Pathways, Integration, and Sequencing the Curriculum
Building on Best Practices: Transforming Legal Education in a Changing World (Deborah Maranville, Lisa Radtke Bliss, Carolyn Wilkes Kaas & Antoinette Sedillo Lopez eds., 2015)
8 Pages Posted: 17 Jan 2015 Last revised: 25 May 2017
Date Written: January 11, 2015
Abstract
Law school course offerings have proliferated in recent decades. From the perspective of the individual student, an expanded curriculum may create exciting educational opportunities while posing trade-offs between a generalist education and specialization. Law schools face two key challenges. First, they must structure the curriculum so that the experiences of individual law students have some coherence. Second they must incorporate the full range of formal knowledge, professional skill, and values.
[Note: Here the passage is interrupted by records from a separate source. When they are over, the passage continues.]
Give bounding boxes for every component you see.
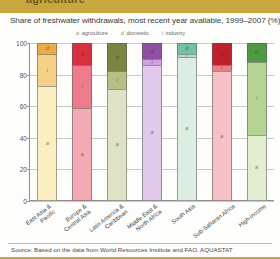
section-banner: agriculture <box>0 0 280 13</box>
bar-segment-i[interactable]: i <box>37 54 57 86</box>
bar-slot: dia <box>100 43 135 201</box>
bar-segment-label: i <box>256 96 257 101</box>
stacked-bar[interactable]: dia <box>177 43 197 201</box>
x-label-slot: High-income <box>239 203 274 243</box>
legend-label: agriculture <box>82 30 108 36</box>
x-axis-tick-label-line: High-income <box>237 203 268 229</box>
legend-label: industry <box>166 30 186 36</box>
bar-segment-label: a <box>151 130 154 135</box>
x-axis-tick-label: East Asia &Pacific <box>25 203 58 233</box>
stacked-bar[interactable]: dia <box>107 43 127 201</box>
bar-segment-label: i <box>82 84 83 89</box>
stacked-bar[interactable]: dia <box>212 43 232 201</box>
bar-slot: dia <box>65 43 100 201</box>
bar-slot: dia <box>239 43 274 201</box>
legend-item-industry: iindustry <box>162 30 185 36</box>
x-label-slot: Middle East &North Africa <box>135 203 170 243</box>
bar-segment-i[interactable]: i <box>107 71 127 88</box>
stacked-bar[interactable]: dia <box>37 43 57 201</box>
legend-key: a <box>76 30 79 36</box>
bar-segment-label: a <box>220 134 223 139</box>
legend-key: i <box>162 30 163 36</box>
source-note: Source: Based on the data from World Res… <box>11 246 232 253</box>
source-divider <box>8 243 272 244</box>
stacked-bar[interactable]: dia <box>247 43 267 201</box>
x-axis-tick-label-line: South Asia <box>170 203 197 226</box>
bar-segment-label: i <box>47 68 48 73</box>
x-axis-tick-label: High-income <box>237 203 268 229</box>
chart-title: Share of freshwater withdrawals, most re… <box>10 16 276 25</box>
bar-segment-a[interactable]: a <box>177 57 197 201</box>
x-axis-tick-label: Europe &Central Asia <box>59 203 93 234</box>
y-tick-label: 40 <box>20 134 27 141</box>
bar-segment-i[interactable]: i <box>72 65 92 108</box>
y-tick-label: 20 <box>20 166 27 173</box>
plot-area: 020406080100 diadiadiadiadiadiadia <box>30 43 274 201</box>
x-axis-labels: East Asia &PacificEurope &Central AsiaLa… <box>30 203 274 243</box>
bar-segment-a[interactable]: a <box>72 108 92 201</box>
legend-label: domestic <box>126 30 148 36</box>
banner-label: agriculture <box>26 0 85 5</box>
bar-segment-label: a <box>46 141 49 146</box>
bar-segment-a[interactable]: a <box>107 89 127 201</box>
bar-segment-d[interactable]: d <box>72 43 92 65</box>
chart-page: agriculture Share of freshwater withdraw… <box>0 0 280 259</box>
bar-segment-label: d <box>116 55 119 60</box>
y-tick-label: 80 <box>20 71 27 78</box>
legend-key: d <box>121 30 124 36</box>
x-axis-tick-label: South Asia <box>170 203 197 226</box>
gridline <box>30 201 274 202</box>
bar-segment-label: d <box>81 52 84 57</box>
bar-segment-label: a <box>81 152 84 157</box>
y-tick-label: 60 <box>20 103 27 110</box>
bar-slot: dia <box>169 43 204 201</box>
bar-segment-label: d <box>255 50 258 55</box>
bar-slot: dia <box>135 43 170 201</box>
legend-item-agriculture: aagriculture <box>76 30 108 36</box>
bar-segment-a[interactable]: a <box>247 135 267 201</box>
bar-segment-d[interactable]: d <box>247 43 267 62</box>
legend-item-domestic: ddomestic <box>121 30 149 36</box>
bar-segment-label: a <box>255 165 258 170</box>
bar-segment-d[interactable]: d <box>37 43 57 54</box>
bar-slot: dia <box>204 43 239 201</box>
bar-segment-label: a <box>116 142 119 147</box>
bar-segment-d[interactable]: d <box>177 43 197 54</box>
bar-segment-a[interactable]: a <box>212 71 232 201</box>
bar-segment-d[interactable]: d <box>142 43 162 59</box>
bar-segment-a[interactable]: a <box>37 86 57 201</box>
bar-segment-d[interactable]: d <box>107 43 127 71</box>
bar-segment-d[interactable]: d <box>212 43 232 65</box>
y-tick-label: 100 <box>16 40 27 47</box>
y-tick-mark <box>27 201 30 202</box>
bar-segment-i[interactable]: i <box>247 62 267 135</box>
bar-segment-label: a <box>185 126 188 131</box>
bar-group: diadiadiadiadiadiadia <box>30 43 274 201</box>
bar-segment-label: d <box>46 46 49 51</box>
chart-legend: aagricultureddomesticiindustry <box>76 30 185 36</box>
x-label-slot: Sub-Saharan Africa <box>204 203 239 243</box>
stacked-bar[interactable]: dia <box>142 43 162 201</box>
bar-segment-label: d <box>185 46 188 51</box>
bar-segment-a[interactable]: a <box>142 65 162 201</box>
bar-slot: dia <box>30 43 65 201</box>
stacked-bar[interactable]: dia <box>72 43 92 201</box>
bar-segment-label: d <box>220 52 223 57</box>
bar-segment-label: d <box>151 49 154 54</box>
bar-segment-label: i <box>117 78 118 83</box>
This section of the forthcoming book Building on Best Practices: Transforming Legal Education in a Changing World (Lexis 2015) identifies three approaches – not mutually exclusive – to structuring the law school curriculum: provide course advising with structured pathways through the curriculum and concentrations; integrate the curriculum: connect the individual courses that a student takes, both those taken concurrently and across the years the student is enrolled in law school; engage in a particular type of integration: sequence the curriculum by structuring offerings from introductory to intermediate to advanced, so that later classes build on the concepts and skills learned in earlier ones.
The content of this SSRN posting is material that was published in the book Building on Best Practices: Transforming Legal Education in a Changing World, Maranville, et al., Lexis Nexis 2015. The content has been posted on SSRN with the express permission of Lexis Nexis and of Carolina Academic Press, publisher of the book as of January 1, 2016.